Provided records:
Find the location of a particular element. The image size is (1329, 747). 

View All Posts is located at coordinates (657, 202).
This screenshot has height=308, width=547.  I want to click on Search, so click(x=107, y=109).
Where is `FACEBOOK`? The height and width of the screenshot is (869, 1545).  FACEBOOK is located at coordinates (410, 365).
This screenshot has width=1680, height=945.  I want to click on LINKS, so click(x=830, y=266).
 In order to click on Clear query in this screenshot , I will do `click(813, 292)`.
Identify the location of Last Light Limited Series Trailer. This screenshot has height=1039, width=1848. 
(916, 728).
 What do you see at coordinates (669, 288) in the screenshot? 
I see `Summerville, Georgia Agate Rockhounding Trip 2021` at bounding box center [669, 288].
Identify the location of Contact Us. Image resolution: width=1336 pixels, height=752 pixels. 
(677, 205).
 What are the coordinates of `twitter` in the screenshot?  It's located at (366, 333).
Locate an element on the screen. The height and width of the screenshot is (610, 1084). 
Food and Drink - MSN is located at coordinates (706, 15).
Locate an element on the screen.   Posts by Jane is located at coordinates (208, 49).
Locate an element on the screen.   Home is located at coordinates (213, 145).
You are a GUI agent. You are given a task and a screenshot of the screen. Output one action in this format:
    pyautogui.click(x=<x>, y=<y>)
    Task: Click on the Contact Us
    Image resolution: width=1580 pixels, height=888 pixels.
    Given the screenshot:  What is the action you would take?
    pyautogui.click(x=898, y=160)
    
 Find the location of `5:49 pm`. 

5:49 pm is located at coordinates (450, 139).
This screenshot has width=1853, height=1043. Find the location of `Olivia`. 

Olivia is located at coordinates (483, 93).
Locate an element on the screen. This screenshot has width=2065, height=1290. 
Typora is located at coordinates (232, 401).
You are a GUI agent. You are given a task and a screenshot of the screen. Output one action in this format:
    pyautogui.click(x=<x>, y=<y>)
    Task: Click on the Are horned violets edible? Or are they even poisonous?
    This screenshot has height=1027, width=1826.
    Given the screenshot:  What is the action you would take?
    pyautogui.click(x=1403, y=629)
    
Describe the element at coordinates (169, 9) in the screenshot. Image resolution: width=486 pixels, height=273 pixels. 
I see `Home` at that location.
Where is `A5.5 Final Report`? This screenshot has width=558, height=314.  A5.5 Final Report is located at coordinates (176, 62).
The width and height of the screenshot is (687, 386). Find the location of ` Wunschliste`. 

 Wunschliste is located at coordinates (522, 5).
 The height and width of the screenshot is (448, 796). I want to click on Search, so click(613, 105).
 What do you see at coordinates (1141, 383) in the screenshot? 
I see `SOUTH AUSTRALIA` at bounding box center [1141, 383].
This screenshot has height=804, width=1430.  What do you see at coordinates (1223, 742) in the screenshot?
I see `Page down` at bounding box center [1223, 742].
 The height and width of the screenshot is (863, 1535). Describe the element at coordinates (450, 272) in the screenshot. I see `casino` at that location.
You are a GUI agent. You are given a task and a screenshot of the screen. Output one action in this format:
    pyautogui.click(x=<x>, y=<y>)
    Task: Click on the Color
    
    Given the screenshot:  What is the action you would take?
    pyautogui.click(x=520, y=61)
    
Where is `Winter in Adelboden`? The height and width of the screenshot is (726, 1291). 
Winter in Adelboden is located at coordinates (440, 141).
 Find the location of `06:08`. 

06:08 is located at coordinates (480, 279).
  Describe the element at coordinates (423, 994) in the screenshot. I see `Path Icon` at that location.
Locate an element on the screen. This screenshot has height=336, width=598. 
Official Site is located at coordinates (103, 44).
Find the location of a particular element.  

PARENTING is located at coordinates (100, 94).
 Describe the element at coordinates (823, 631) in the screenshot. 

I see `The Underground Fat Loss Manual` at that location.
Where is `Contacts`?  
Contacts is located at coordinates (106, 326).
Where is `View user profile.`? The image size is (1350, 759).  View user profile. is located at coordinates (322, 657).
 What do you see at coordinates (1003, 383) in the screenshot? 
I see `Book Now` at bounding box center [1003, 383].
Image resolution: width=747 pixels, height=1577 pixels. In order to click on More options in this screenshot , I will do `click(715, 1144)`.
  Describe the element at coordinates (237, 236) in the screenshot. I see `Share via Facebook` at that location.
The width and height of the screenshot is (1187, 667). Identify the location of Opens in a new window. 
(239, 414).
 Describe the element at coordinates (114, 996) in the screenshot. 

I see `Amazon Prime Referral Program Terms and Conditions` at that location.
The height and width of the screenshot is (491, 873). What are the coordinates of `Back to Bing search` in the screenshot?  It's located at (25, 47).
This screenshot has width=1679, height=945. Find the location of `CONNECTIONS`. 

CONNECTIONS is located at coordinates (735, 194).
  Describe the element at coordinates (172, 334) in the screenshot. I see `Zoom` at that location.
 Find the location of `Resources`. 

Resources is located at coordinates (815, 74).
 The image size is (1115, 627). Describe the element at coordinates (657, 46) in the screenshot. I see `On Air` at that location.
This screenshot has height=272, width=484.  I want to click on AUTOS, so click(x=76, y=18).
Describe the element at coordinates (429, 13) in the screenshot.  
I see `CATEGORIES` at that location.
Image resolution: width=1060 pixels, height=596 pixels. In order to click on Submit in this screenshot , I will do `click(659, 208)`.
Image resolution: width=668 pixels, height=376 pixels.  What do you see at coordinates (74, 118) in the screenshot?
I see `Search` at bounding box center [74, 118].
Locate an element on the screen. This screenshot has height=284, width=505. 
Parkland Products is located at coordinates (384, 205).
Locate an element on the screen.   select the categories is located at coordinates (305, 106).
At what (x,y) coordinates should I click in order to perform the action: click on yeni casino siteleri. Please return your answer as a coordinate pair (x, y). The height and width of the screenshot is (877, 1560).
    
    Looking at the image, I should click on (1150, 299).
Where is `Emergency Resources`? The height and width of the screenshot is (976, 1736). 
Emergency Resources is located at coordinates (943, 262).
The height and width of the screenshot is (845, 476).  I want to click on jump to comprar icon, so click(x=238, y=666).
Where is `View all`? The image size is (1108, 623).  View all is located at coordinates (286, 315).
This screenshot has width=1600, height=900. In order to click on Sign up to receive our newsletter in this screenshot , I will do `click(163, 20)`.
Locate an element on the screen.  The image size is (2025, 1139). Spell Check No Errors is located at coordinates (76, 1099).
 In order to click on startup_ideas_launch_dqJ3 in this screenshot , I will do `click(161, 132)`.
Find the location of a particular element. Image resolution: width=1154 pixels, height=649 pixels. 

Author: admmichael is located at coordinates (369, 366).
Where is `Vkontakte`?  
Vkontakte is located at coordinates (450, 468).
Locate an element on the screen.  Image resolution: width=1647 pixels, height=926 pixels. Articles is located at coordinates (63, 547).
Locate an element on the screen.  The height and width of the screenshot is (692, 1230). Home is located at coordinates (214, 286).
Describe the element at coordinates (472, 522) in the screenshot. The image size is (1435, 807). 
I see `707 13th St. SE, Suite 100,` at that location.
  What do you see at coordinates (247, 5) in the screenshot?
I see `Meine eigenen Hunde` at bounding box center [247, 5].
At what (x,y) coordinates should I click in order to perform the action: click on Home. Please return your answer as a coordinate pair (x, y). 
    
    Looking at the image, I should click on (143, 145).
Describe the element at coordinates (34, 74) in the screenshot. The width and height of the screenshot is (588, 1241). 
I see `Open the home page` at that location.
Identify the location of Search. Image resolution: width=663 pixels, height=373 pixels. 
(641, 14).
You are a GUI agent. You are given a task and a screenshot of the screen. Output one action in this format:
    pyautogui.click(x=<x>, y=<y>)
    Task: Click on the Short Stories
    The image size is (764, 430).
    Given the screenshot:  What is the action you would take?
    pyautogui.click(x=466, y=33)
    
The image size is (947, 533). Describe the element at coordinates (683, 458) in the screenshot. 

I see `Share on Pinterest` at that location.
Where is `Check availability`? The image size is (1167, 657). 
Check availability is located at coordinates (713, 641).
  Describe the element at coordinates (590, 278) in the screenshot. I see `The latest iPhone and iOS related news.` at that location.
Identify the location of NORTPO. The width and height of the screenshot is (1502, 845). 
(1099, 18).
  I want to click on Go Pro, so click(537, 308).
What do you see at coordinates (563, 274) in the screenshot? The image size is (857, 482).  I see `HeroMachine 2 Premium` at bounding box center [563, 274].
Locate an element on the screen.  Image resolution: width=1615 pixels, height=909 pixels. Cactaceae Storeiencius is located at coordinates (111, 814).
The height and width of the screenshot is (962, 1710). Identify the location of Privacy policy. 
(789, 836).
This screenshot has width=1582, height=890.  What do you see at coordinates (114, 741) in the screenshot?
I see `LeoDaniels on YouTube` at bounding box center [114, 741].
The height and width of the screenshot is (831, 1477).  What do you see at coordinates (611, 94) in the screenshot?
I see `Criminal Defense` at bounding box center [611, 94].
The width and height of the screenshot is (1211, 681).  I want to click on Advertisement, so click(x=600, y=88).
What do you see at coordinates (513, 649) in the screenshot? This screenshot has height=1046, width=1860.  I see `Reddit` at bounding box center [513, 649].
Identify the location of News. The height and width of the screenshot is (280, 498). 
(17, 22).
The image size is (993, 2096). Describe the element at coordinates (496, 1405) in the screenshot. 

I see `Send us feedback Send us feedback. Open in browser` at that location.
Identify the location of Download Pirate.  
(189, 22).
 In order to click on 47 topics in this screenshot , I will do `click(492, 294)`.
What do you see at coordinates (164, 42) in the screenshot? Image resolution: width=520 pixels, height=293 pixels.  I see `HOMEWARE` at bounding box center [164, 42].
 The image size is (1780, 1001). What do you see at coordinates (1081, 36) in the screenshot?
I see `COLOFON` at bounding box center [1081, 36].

Exercise prompt: Look above and return each line of the records exactly, from the very first through the line with "Image resolution: width=1580", both included.

Response area:
Find the location of a particular element. The image size is (1329, 747). 

View All Posts is located at coordinates (657, 202).
This screenshot has height=308, width=547.  I want to click on Search, so click(x=107, y=109).
Where is `FACEBOOK`? The height and width of the screenshot is (869, 1545).  FACEBOOK is located at coordinates (410, 365).
This screenshot has width=1680, height=945.  I want to click on LINKS, so click(x=830, y=266).
 In order to click on Clear query in this screenshot , I will do `click(813, 292)`.
Identify the location of Last Light Limited Series Trailer. This screenshot has height=1039, width=1848. 
(916, 728).
 What do you see at coordinates (669, 288) in the screenshot? 
I see `Summerville, Georgia Agate Rockhounding Trip 2021` at bounding box center [669, 288].
Identify the location of Contact Us. Image resolution: width=1336 pixels, height=752 pixels. 
(677, 205).
 What are the coordinates of `twitter` in the screenshot?  It's located at (366, 333).
Locate an element on the screen. The height and width of the screenshot is (610, 1084). 
Food and Drink - MSN is located at coordinates (706, 15).
Locate an element on the screen.   Posts by Jane is located at coordinates (208, 49).
Locate an element on the screen.   Home is located at coordinates (213, 145).
You are a GUI agent. You are given a task and a screenshot of the screen. Output one action in this format:
    pyautogui.click(x=<x>, y=<y>)
    Task: Click on the Contact Us
    Image resolution: width=1580 pixels, height=888 pixels.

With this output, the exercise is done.